A student at Brookfield High School in Connecticut removed a tampon dispenser that had been installed without notification in the boys’ bathroom.
The student, Michael Cestone, said he did it not out of hate but because the school failed to inform students and parents.
“It wasn’t out of hate for trans people at all. I don’t have a single ounce of hate for anyone,” Brookfield student Michael Cestone said.
“I did it because I personally felt strongly about it, and I felt that the school should have notified us — all of our families,” Cestone said, noting that the bathroom is visited by students “from grades three to twelve.”
“The school didn’t notify us at all,” leaving Cestone “outraged” and “confused.”
“This agenda is something that we, as young people, aren’t really used to having on us — we have never learned to deal with situations like that,” he said.
When he found many other students questioning why it was there, he took it down.
“My objective going in there was just to see what was going on and then it turned into me taking it down,” he said, adding that when he returned home, “I called the school and I admitted to it, because it set in, and I was like, ‘What did I just do?’”
The principal tried to label it a hate crime but backed off due to media coverage.
Cestone went public because the principal had promised but failed to send an email clarifying Cestone’s intentions were not motivated by hate.
BREAKING: I spoke with Michael, the hero who removed a tampon dispenser from the boy’s bathroom in his school.
The principal pushed to charge him with a hate crime but dropped it after seeing all the support for Michael on social media.

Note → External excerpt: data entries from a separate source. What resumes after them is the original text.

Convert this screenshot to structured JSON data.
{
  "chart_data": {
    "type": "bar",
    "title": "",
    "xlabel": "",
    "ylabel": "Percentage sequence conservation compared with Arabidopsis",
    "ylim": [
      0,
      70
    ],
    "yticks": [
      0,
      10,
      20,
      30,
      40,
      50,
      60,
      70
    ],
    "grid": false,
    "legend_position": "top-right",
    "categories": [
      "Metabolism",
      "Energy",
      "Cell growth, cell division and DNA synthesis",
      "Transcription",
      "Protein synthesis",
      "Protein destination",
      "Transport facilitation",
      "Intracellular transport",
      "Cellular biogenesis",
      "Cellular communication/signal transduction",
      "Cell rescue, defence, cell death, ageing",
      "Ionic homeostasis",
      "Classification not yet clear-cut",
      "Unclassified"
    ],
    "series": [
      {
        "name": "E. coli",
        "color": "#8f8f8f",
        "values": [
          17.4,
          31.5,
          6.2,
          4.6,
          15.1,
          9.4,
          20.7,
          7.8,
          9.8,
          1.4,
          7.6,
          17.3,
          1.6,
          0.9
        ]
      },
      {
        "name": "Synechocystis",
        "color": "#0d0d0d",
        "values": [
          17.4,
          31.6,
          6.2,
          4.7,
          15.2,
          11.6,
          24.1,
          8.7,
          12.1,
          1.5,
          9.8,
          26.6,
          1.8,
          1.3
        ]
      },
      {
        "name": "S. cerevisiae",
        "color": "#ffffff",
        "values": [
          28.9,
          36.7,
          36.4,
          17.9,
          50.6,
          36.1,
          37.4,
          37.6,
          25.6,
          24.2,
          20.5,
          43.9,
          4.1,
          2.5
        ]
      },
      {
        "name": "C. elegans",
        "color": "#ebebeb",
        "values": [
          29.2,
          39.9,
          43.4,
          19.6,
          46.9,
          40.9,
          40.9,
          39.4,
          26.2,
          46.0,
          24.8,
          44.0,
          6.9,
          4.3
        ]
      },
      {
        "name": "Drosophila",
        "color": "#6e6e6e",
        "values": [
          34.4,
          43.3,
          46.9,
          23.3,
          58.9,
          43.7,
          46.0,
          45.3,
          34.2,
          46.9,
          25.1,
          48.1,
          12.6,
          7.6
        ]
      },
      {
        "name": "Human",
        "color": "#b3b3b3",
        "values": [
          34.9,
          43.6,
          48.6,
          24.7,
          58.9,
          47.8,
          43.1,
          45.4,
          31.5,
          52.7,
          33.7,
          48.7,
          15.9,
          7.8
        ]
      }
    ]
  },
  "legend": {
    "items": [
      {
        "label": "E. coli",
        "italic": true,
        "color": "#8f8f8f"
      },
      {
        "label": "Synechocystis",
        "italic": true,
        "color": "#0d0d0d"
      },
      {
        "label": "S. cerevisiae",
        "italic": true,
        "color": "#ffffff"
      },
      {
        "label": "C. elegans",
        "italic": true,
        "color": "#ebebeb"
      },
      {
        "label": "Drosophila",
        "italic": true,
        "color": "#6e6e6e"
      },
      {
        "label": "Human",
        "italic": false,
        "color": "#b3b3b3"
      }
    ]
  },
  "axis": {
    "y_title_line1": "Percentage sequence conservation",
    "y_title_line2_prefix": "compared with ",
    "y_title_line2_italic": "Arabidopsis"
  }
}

Michael is a warrior for truth!
Full… https://t.co/wPPGqgMqEQ pic.twitter.com/lJ4uHKtg3U
— Libs of TikTok (@libsoftiktok) February 21, 2024
“I think sharing that story of what happened really quelled that from ever going to that place of ‘restorative discipline,’ as the principal called it,” Cestone’s associate Austin Montero said.
“Because if it didn’t get coverage, they probably would have punished me with something,” Cestone said.
A new Connecticut law will require menstrual products in men’s rooms starting in September, but the student and others felt the school should have communicated about the change.
Montero said he is “really disheartened and dismayed by the principal’s actions,” noting that he “should have communicated” about the new law that “doesn’t go into effect until this September.”
“What I did was genuinely not out of hate for anyone,” Cestone said. “The reason why I decided to go public with this is because he didn’t end up sending that email that he said he would send.”
“That was kind of upsetting to me, because there’s some people in my own school who view me differently because of what I did, and I genuinely thought an email would help breeze that over a little bit,” he added.